The International Energy Agency has released a report explaining that carbon dioxide emission levels are the lowest the world has seen in the last ten years. The EIA states that global carbon dioxide emissions will drop by 8% this year. Because of the change in economic activity due to the pandemic, the world has seen a decrease in global energy demands and a decrease in coal, oil and gas use. Read More.
The following article is reprinted on our webpage from the Washington Post written by Steven Mufson.
Coronavirus is driving down global carbon dioxide emissions to levels last seen 10 years ago, agency says
IEA says the drop in CO2 emissions is six times as large as previous record in 2009
April 30, 2020 at 6:00 a.m. EDT
The wide-scale restriction of movement resulting from the coronavirus pandemic is driving down global carbon dioxide emissions to levels last seen 10 years ago, according to a new report by the International Energy Agency.
The world’s CO2 emissions will plunge 8 percent this year, a reduction six times as large as the previous global record set in 2009 when the financial crisis rocked the world economy, the IEA said in the report. That would be an “unprecedented rate,” the report said, noting that the drop would probably be twice as large as all declines in CO2 emissions since the end of World War II.
But the IEA warned that the decline in CO2 emissions was not permanent. After previous crises, the rebounds in emissions were larger than the declines. The agency said the world needed a wave of investment to restart the economy with “cleaner and more resilient energy infrastructure.”

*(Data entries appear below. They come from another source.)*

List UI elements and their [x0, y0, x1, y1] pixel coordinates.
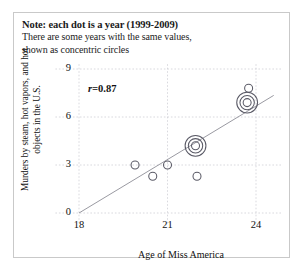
correlation-annotation: r=0.87: [88, 83, 116, 94]
chart-frame: Note: each dot is a year (1999-2009) The…: [13, 12, 290, 258]
y-axis-label: Murders by steam, hot vapors, and hot ob…: [20, 40, 43, 200]
x-tick-label: 18: [66, 219, 92, 230]
x-tick-label: 24: [243, 219, 269, 230]
data-point-marker: [149, 172, 157, 180]
x-axis-label: Age of Miss America: [92, 249, 270, 260]
y-tick-label: 3: [51, 158, 71, 169]
y-tick-label: 6: [51, 110, 71, 121]
data-point-marker: [240, 95, 254, 109]
data-point-marker: [243, 99, 251, 107]
x-tick-label: 21: [155, 219, 181, 230]
y-tick-label: 9: [51, 62, 71, 73]
data-point-marker: [131, 161, 139, 169]
correlation-value: 0.87: [98, 83, 116, 94]
data-markers: [131, 84, 257, 180]
data-point-marker: [245, 84, 253, 92]
correlation-label: r=: [88, 83, 98, 94]
data-point-marker: [193, 172, 201, 180]
y-tick-label: 0: [51, 206, 71, 217]
chart-figure: Note: each dot is a year (1999-2009) The…: [0, 0, 307, 270]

The drop in carbon dioxide emissions, which are a leading cause of climate change, “is because of the premature deaths and economic trauma around the world and in my view it is absolutely nothing to cheer,” Fatih Birol, executive director of the IEA, said in an interview. But, he said, from a climate and energy standpoint, “the important thing is what happens next year,” and whether governments and private companies continue to invest in renewable energy.

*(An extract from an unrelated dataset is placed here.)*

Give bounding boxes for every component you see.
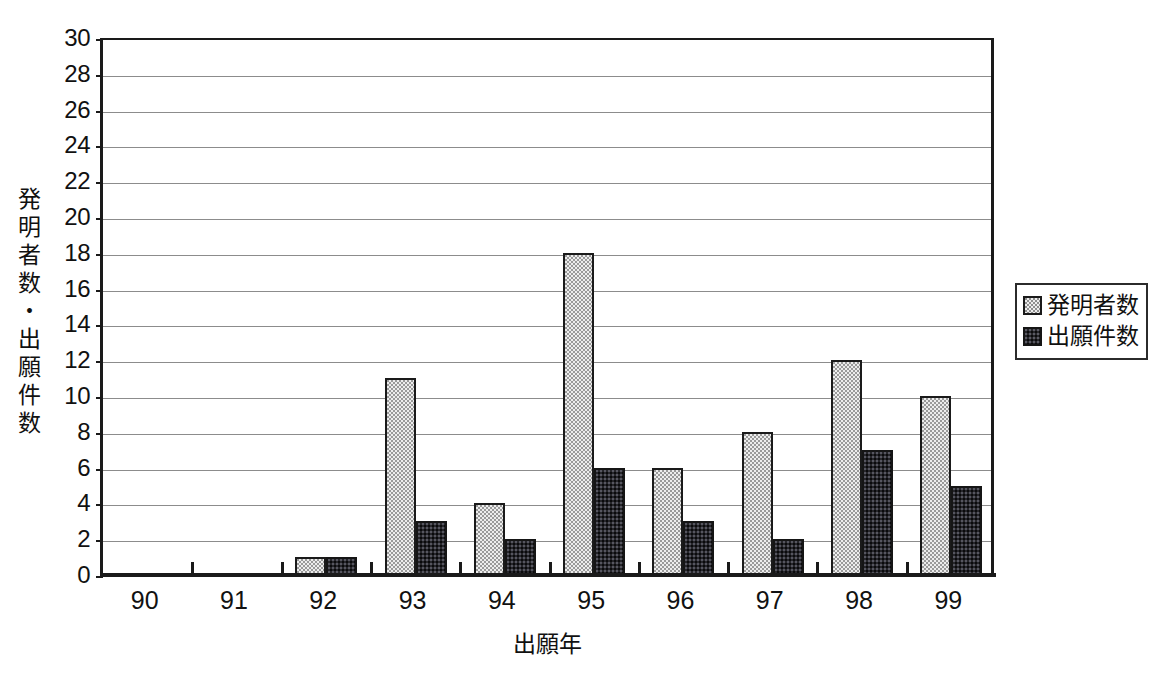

Some energy and climate experts have expressed surprise that the fall in CO2 emissions has not been even larger given the vast number of people around the world who are staying at home and away from work and other people.
“It’s a sobering reminder of how hard it is to get off of oil and decarbonize the global economy,” said Jason Bordoff, founding director of Columbia University’s Center on Global Energy Policy. “This is the most extreme demand-side response anyone could imagine.”
The IEA report says the curtailment of economic activity pushed down global energy demand by 3.8 percent in the first quarter of the year and is likely to drive down energy use by 6 percent over the entire year, the sharpest drop since the end of World War II.
In the first quarter of 2020, the hardest-hit sector was coal, which fell 8 percent compared to the first quarter last year. That was partly because the coronavirus outbreak first hit China, where more than half of the world’s coal is consumed.
Transportation was also hit hard, as lockdowns drove down gasoline use by 5 percent in the first quarter. Much of that was in the United States. Overall, oil demand in April is estimated to be 29 million barrels a day lower than a year ago, the agency said, falling to a level last seen in 1995. That amounts to about a 30 percent decline. For the entire second quarter, oil demand is expected to be stuck near 23.1 million barrels a day, the IEA said.
Mild weather in the United States contributed to the 18 percent decline in residential and commercial natural gas consumption there.
“We have seen this demand shock, a historic shock to the entire energy world,” Birol said. “This will change how we look at the energy sector completely.”
Steven Mufson covers the business of climate change. Since joining The Washington Post in 1989, he has covered economic policy, China, diplomacy, energy and the White House. Earlier he worked for The Wall Street Journal in New York, London and Johannesburg.